Anesa’s thinking about where the borders of linear programming lie. I’m thinking about where the borders are on virtual communities.
A lot of people I read (I’m reading Gary Burnett on information exchange in virtual communites, at the moment) characterise a virtual community as what you see happening online. It’s the people posting and it’s what they post.
The community has a lot of subsets: newbies, who are just getting the hang of it; members, who have taken a recognised part in a sizeable and interesting thread, lurkers who are hidden away on the fringes.
However Katz (Luring the lurkers – archived on slashdot) argues that the online stuff is just the tip of the iceberg and that you don’t understand a virtual community at all if you only look at how it interacts in public.
For him, many lurkers are interested parties who are often willing and able to communicate on a one-to-one basis but are not happy with the risks and costraints of posting to the whole community. Katz’s piece may be grey literature but it’s a really useful view of lurking.
Katz also says that, while the public face of what happens in his blog is that there is an enormous amount of flaming in fact, hidden from the public gaze, is a huge amount of one-to-one supportive and helpful communication.
Ruth Brown (see below. (Must post more notes on her article.)) also looks at the extension of the community away from the public forum. For her, the top membership level of a virtual community are those people who are communicating away from the public forum – the ones who are emailing each other, ringing each other and meeting face to face.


* _EXERCISE DIRECTIONS_
From the records below, copy the lines that include "late".

(RECORDS FOR PROCESSING)

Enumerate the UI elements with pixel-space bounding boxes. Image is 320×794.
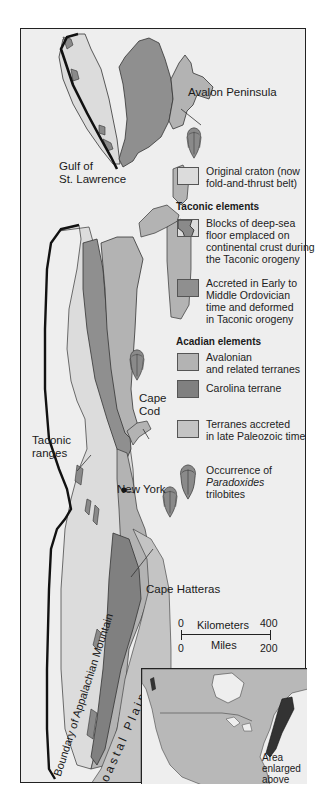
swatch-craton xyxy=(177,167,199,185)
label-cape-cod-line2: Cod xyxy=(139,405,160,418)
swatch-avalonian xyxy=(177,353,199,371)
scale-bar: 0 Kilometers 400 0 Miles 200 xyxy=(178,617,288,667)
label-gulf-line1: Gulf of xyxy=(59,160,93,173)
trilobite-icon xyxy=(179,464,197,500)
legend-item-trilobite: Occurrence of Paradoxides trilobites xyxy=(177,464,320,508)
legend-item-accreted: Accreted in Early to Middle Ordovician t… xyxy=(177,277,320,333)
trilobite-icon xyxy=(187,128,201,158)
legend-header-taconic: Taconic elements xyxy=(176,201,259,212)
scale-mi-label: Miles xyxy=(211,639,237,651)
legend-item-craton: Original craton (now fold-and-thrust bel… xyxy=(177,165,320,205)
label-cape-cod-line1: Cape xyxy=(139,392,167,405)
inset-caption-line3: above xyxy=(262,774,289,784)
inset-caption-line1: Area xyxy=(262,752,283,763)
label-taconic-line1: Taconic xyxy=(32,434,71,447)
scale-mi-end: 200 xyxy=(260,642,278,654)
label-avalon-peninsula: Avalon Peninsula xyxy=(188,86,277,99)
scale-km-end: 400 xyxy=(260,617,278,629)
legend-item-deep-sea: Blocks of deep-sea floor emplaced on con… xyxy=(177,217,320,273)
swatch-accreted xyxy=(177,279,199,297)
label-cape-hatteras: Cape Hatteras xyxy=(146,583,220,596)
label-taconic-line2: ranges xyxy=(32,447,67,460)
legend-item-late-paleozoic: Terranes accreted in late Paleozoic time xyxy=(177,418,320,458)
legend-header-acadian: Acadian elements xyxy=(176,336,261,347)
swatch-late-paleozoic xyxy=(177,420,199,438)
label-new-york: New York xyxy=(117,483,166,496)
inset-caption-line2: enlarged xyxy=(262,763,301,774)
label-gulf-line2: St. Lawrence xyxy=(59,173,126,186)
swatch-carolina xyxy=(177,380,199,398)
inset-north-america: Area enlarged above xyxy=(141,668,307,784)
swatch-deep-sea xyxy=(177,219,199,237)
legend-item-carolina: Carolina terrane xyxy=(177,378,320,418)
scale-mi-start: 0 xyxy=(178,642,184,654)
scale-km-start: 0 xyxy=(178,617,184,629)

(End RECORDS FOR PROCESSING)
(RECORDS FOR PROCESSING)

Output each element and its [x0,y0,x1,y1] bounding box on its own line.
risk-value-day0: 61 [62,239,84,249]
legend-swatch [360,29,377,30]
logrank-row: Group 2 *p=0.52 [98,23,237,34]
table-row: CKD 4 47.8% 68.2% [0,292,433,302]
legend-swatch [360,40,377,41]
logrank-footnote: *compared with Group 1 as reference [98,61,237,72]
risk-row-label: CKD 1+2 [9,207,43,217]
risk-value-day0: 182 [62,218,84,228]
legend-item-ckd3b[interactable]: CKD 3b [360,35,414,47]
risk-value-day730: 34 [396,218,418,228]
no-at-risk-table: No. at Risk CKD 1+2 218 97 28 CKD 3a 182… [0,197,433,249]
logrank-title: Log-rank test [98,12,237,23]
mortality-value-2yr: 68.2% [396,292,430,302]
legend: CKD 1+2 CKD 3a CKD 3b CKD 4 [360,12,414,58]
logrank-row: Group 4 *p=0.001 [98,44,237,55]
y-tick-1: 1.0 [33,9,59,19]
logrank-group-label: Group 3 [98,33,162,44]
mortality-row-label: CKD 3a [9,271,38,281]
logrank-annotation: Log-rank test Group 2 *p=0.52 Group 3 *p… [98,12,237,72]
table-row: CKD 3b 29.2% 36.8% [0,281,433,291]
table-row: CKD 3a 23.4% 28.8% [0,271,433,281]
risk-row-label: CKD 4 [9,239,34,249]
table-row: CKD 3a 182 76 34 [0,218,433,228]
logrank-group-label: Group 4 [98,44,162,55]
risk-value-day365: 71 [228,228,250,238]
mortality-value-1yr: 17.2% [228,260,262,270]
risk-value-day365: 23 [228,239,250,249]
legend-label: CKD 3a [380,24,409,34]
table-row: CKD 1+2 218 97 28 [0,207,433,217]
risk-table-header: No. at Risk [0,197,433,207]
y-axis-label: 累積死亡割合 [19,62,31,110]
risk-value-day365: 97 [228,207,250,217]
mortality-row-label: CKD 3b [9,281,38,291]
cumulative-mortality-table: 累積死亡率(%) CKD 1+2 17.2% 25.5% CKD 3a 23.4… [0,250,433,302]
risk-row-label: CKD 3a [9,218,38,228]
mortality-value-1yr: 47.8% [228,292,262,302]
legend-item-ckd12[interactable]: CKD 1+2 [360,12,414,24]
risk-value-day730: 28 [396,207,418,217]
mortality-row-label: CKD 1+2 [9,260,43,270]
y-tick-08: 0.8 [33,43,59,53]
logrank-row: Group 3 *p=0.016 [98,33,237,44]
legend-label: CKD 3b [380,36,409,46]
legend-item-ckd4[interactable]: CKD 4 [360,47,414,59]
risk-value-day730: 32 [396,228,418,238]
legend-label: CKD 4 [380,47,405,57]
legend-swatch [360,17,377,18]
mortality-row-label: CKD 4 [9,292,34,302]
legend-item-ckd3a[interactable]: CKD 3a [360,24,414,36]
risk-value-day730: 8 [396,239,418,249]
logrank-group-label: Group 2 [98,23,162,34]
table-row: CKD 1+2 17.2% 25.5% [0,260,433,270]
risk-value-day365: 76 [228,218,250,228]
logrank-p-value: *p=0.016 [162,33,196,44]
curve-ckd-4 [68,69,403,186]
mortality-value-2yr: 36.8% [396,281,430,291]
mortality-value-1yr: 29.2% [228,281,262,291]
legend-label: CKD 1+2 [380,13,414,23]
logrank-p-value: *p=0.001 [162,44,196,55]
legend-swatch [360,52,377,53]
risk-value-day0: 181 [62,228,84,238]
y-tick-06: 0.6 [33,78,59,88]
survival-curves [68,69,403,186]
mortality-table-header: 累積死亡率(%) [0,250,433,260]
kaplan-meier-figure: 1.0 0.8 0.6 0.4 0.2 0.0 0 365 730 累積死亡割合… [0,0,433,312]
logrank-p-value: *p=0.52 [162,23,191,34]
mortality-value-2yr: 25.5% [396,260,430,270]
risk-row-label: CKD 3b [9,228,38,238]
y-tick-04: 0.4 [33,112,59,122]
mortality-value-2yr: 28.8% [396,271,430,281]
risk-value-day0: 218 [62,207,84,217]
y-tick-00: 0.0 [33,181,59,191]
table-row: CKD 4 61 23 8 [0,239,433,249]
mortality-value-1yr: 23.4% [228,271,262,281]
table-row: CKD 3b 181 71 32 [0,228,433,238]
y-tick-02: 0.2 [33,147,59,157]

(End RECORDS FOR PROCESSING)

* _REPLY_
legend-item-late-paleozoic: Terranes accreted in late Paleozoic time xyxy=(177,418,320,458)
swatch-late-paleozoic xyxy=(177,420,199,438)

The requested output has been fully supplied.